Carol knew her kindergarten classroom the way you know something you have built slowly, on purpose, over a long time.
The classroom library — organized by genre and interest, not level — had taken years. The morning meeting ritual, refined across two decades of teaching phonics and read-alouds and small-group conferring, was the heartbeat of her day. The dramatic play area, the read-aloud chair, the way her five-year-olds could spend forty minutes lost in picture books — all of it reflected a philosophy she believed in, had trained in, had presented at district professional development days on behalf of.
When the Science of Reading started appearing in the publications she read and the mandatory PD she attended, Carol did not dig in her heels. She is not that kind of person. She took notes. She nodded when appropriate. And on the drive home after the first session, she called her daughter and said, with the flat composure of someone keeping something at bay: “Twenty-two years.

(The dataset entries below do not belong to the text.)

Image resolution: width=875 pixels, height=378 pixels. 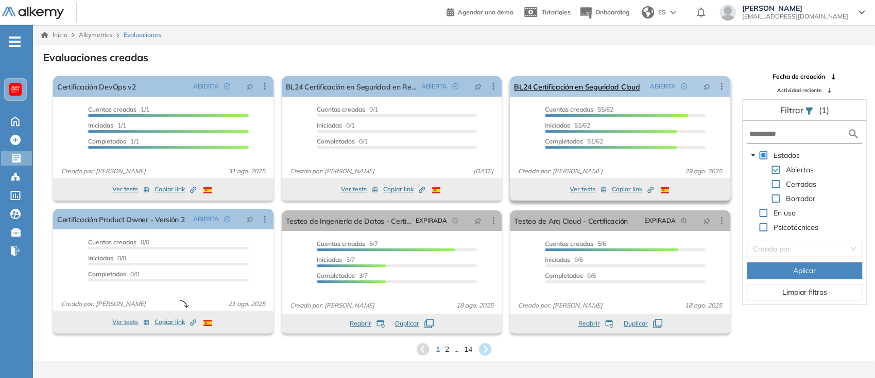 What do you see at coordinates (485, 12) in the screenshot?
I see `span: Agendar una demo` at bounding box center [485, 12].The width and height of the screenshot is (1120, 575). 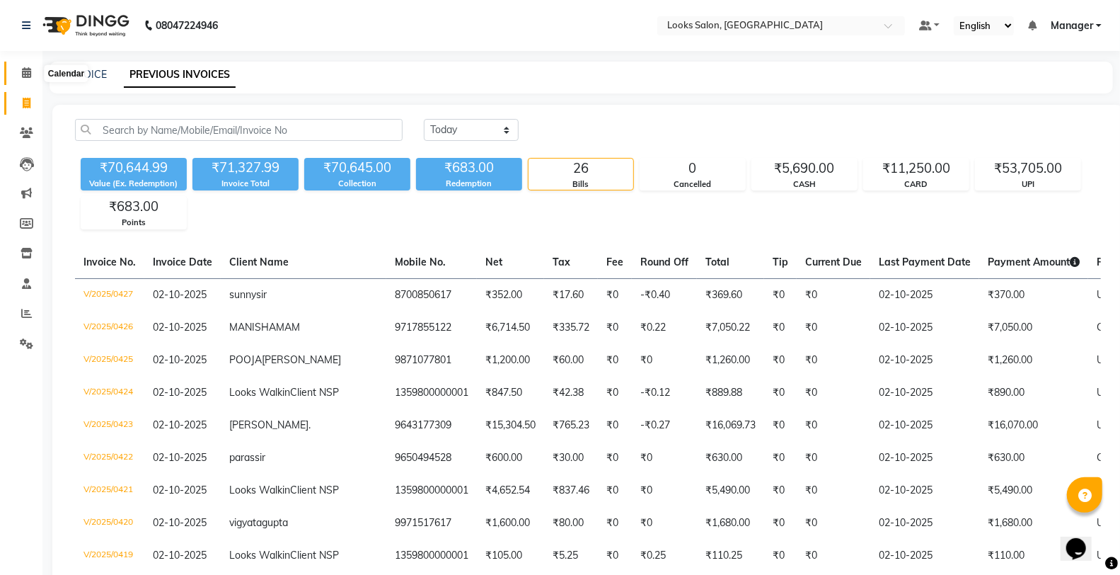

I gave twenty-two years to something that apparently wasn’t right.”
She did not cry on the phone. She cried in the car after she hung up.
The Weight of What She Believed
What Carol held — and what made the conversation about teaching phonics feel so specifically devastating — was not just a set of instructional strategies. It was an entire understanding of what a reading life looks like and how a teacher helps children grow into one.
She had been trained at Teachers College. She had annotated her Lucy Calkins books across multiple readings. She believed, because she had been taught by people she trusted, that immersion in rich language and books and choice and community was how children learned to love reading — and that the love, cultivated carefully, would carry the skills.
Her classroom was the evidence. Her kindergartners did love books. They came in excited and left with checkout cards tucked into their backpacks. Parents thanked her. Colleagues toured her room.
What she could not see clearly yet — not because she wasn’t looking, but because nothing in her training had given her the lens to see it — was that a portion of her students were not learning to read the way she thought they were. They were performing readerly behaviors. They were using pictures and memory and context and social intelligence to navigate a system that rewarded the appearance of reading before it required the skill.
That belief — that a love of books and strong community would do the foundational work — was not laziness or negligence. It was the reasonable conclusion of a teacher trained inside a particular system, working hard inside it, trusting the people who had taught her. The training failed her. Not the other way around.
The Turning Point
Carol’s granddaughter Nora started kindergarten the following fall at a school two towns over. Carol visited in October and sat in on Nora’s class.
What she expected — dry worksheets, joyless drills, the mechanical version of teaching phonics she had privately associated with the alternative to everything she had built — was not what she found. She watched five-year-olds segment phonemes in a game that made them laugh. She watched explicit letter-sound instruction delivered with warmth and play and the same sense of community she had always prioritized. Nora’s teacher was teaching phonics the way Carol had built read-alouds: with care, with intention, and with her students’ delight clearly in view.
And then she watched Nora, at the end of October, pick up a simple decodable text and read it. Not recite it from memory. Not use the picture. Read it — the words, one by one, the way a child does when she actually knows what the marks mean.
Carol had taught kindergarten for twenty-two years. Her students did not do that in October. Some of them did not do it in June.
She drove home slowly.
There was no epiphany in the car. There was just the particular discomfort of watching something you have believed in, worked hard at, and genuinely cared about meet a piece of evidence it cannot fully hold.